2.22 - 2.24 The Civil War and Freedom
Gender and Narratives
- Harriet Jacobs (Incidents in the Life of a Slave Girl): Highlighted the specific sexual exploitation of enslaved women and the "loophole of retreat" (hiding in an attic for 7 years).
The Civil War (1861–1865)
- Confiscation Acts: Allowed Union forces to seize "contraband of war" (enslaved people).
- Emancipation Proclamation (1863): Declared slaves in rebelling territories free. Strategically shifted the war to a moral crusade, preventing British intervention.
- USCT (United States Colored Troops): Over 180,000 Black men served in the Union Army (e.g., 54th Massachusetts).
Freedom Days
- Juneteenth (June 19, 1865): Union General conquest forces arrived in Galveston, TX, to enforce the Emancipation Proclamation (General Order No. 3).
- 13th Amendment (1865): Constitutionally abolished slavery (except as punishment for a crime).

Common Mistakes & Pitfalls
- Mistake: Thinking the Underground Railroad was a subway or physical train.
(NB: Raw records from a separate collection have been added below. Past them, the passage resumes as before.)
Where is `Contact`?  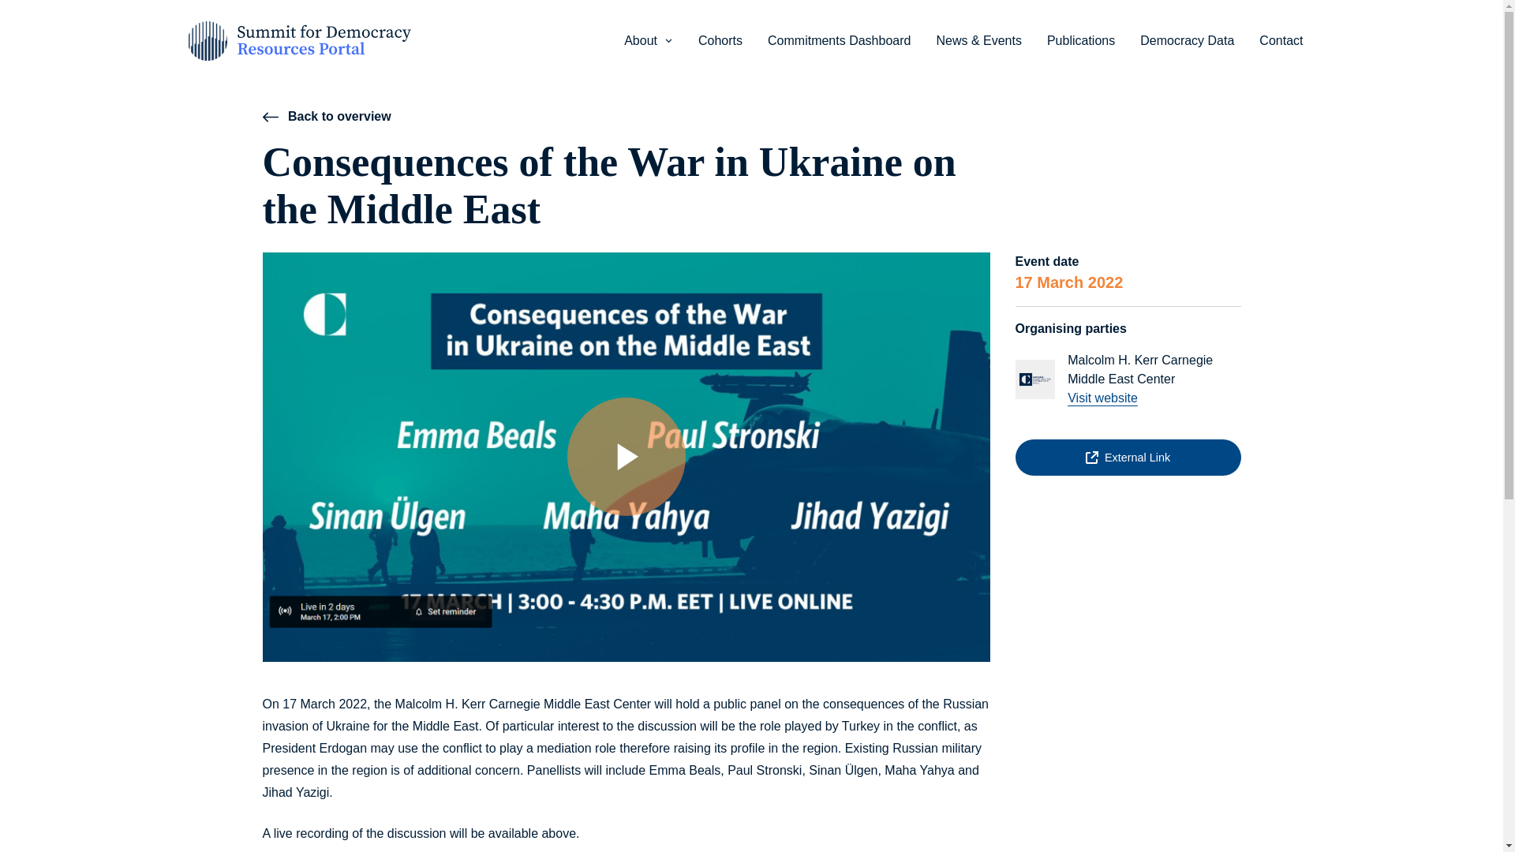 Contact is located at coordinates (1281, 40).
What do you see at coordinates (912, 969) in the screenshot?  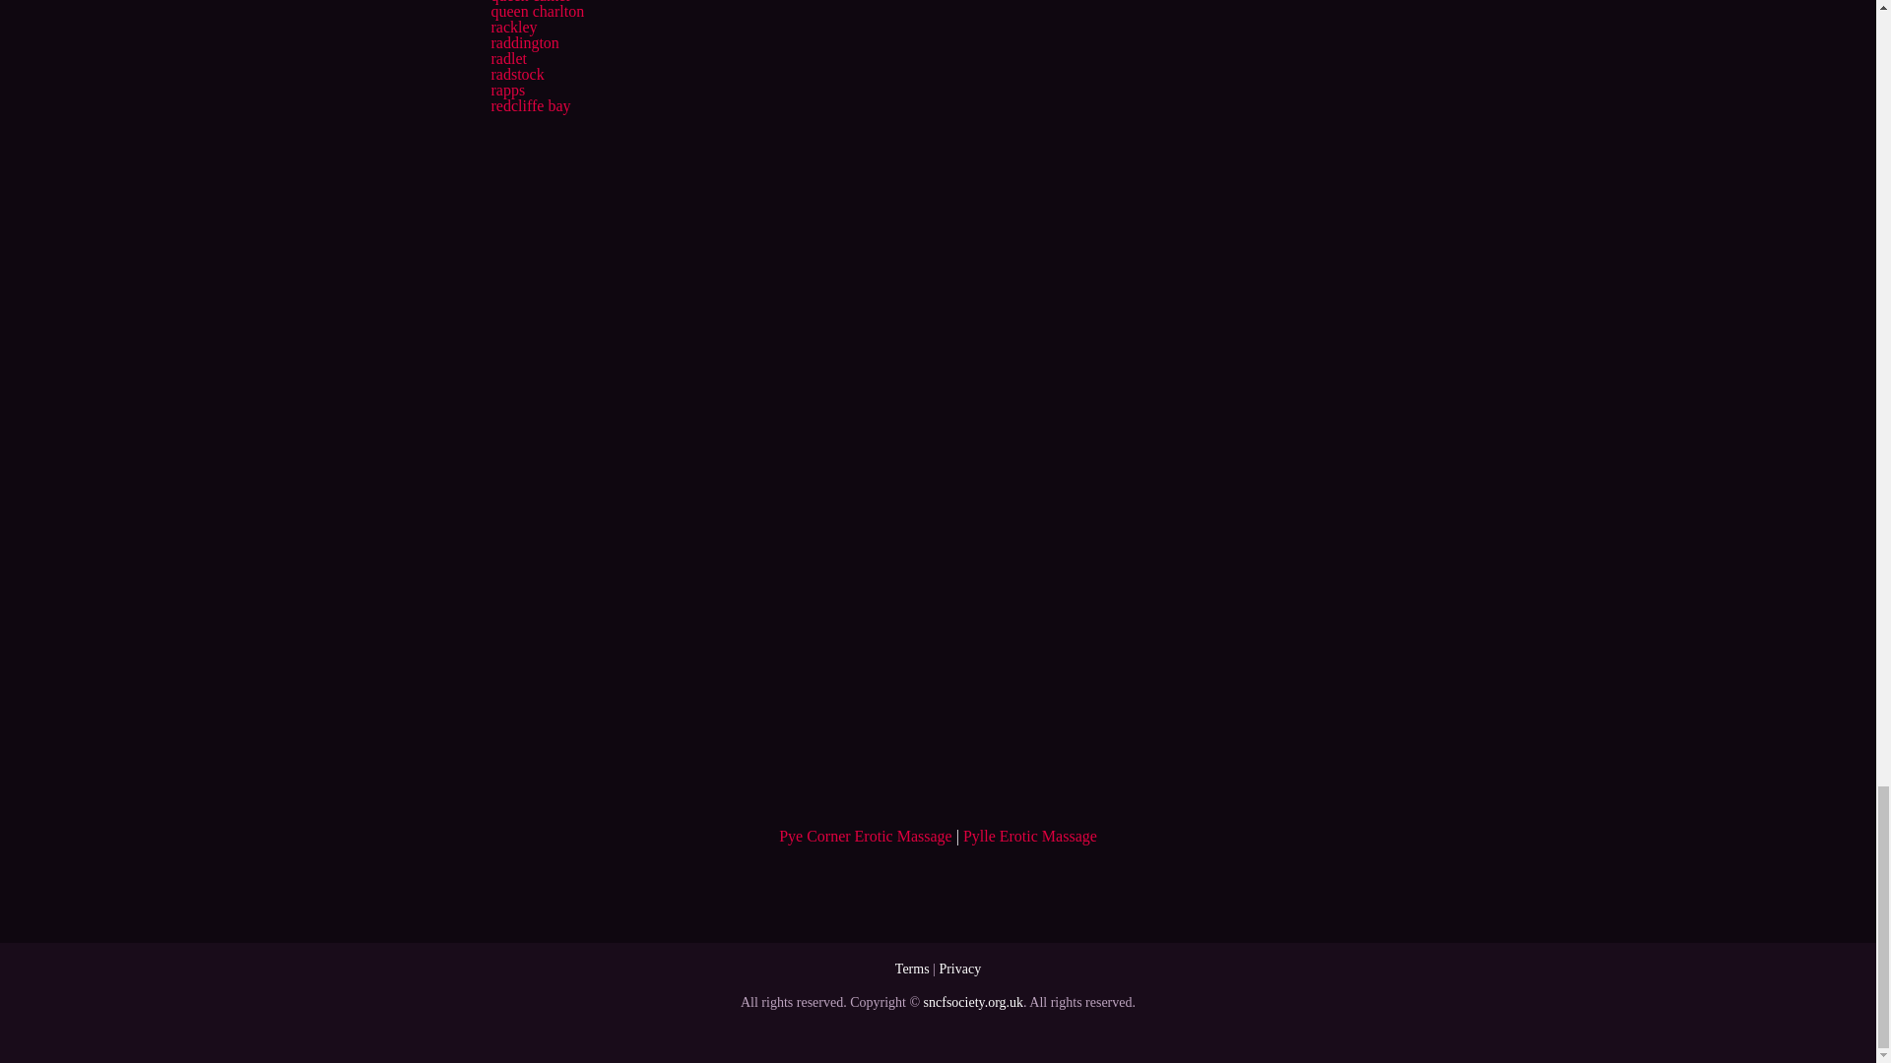 I see `Terms` at bounding box center [912, 969].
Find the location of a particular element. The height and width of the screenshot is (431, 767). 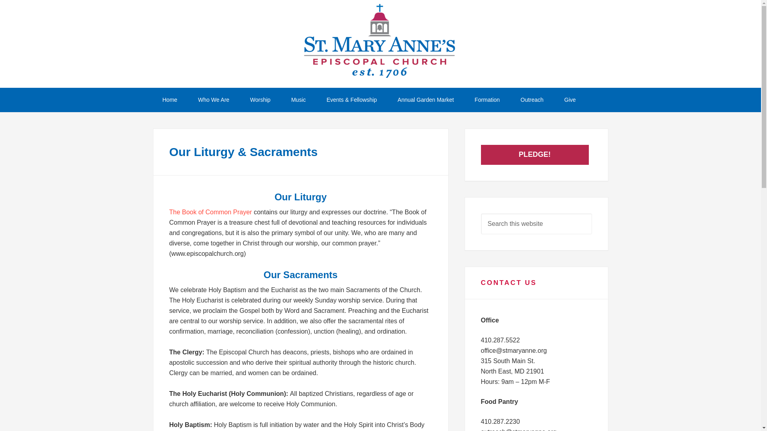

Worship is located at coordinates (260, 100).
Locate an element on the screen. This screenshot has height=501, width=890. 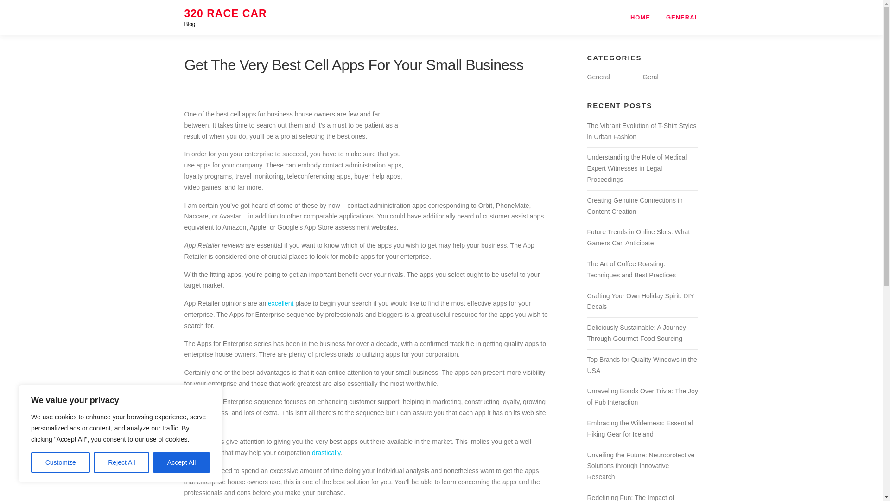
Reject All is located at coordinates (121, 462).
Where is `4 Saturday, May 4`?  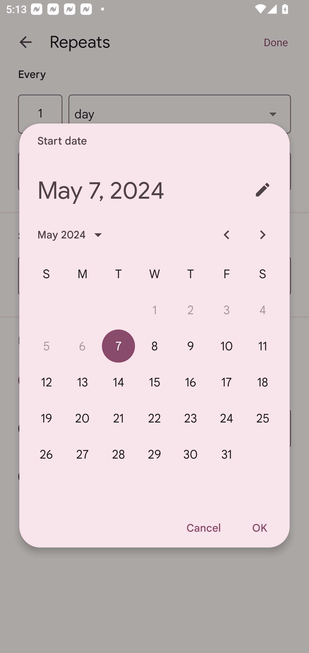
4 Saturday, May 4 is located at coordinates (263, 310).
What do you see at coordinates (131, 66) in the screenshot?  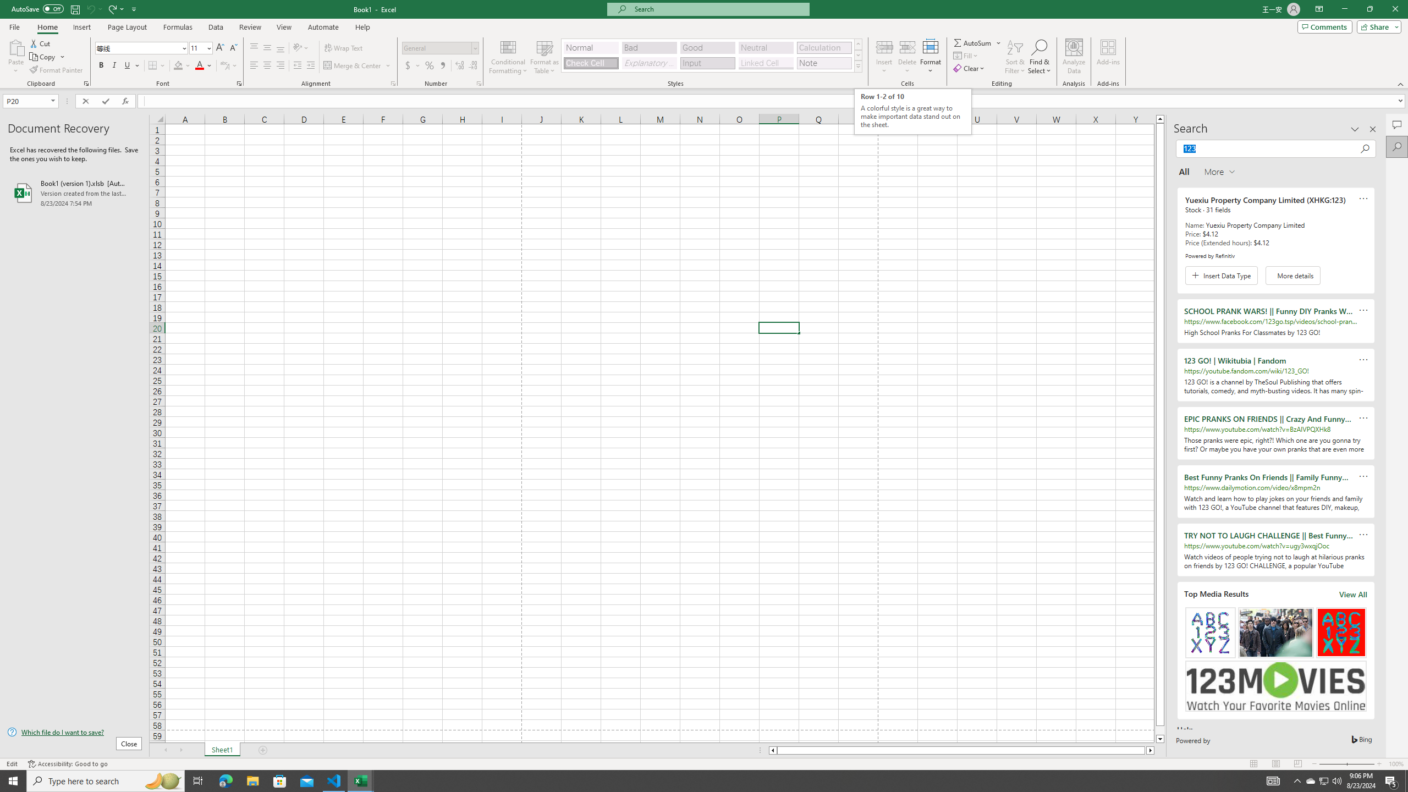 I see `Underline` at bounding box center [131, 66].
- Correction: It was a metaphorical name for a network of people and safe houses.
- Mistake: Believing slavery only existed in the South.
- Correction: Slavery existed in all 13 colonies and Northern states (like NY and NJ) well into the 19th century, though it ended there earlier.
- Mistake: Confusing the Emancipation Proclamation with the 13th Amendment.
- Correction: The Proclamation was a wartime military order (1863) that didn't free slaves in border states; the 13th Amendment (1865) changed the Constitution to end slavery everywhere.
- Mistake: Assuming all African Americans were enslaved.
- Correction: There was a significant population of Free People of Color (approx. 500k by 1860) who owned businesses, formed churches, and sometimes even owned slaves themselves.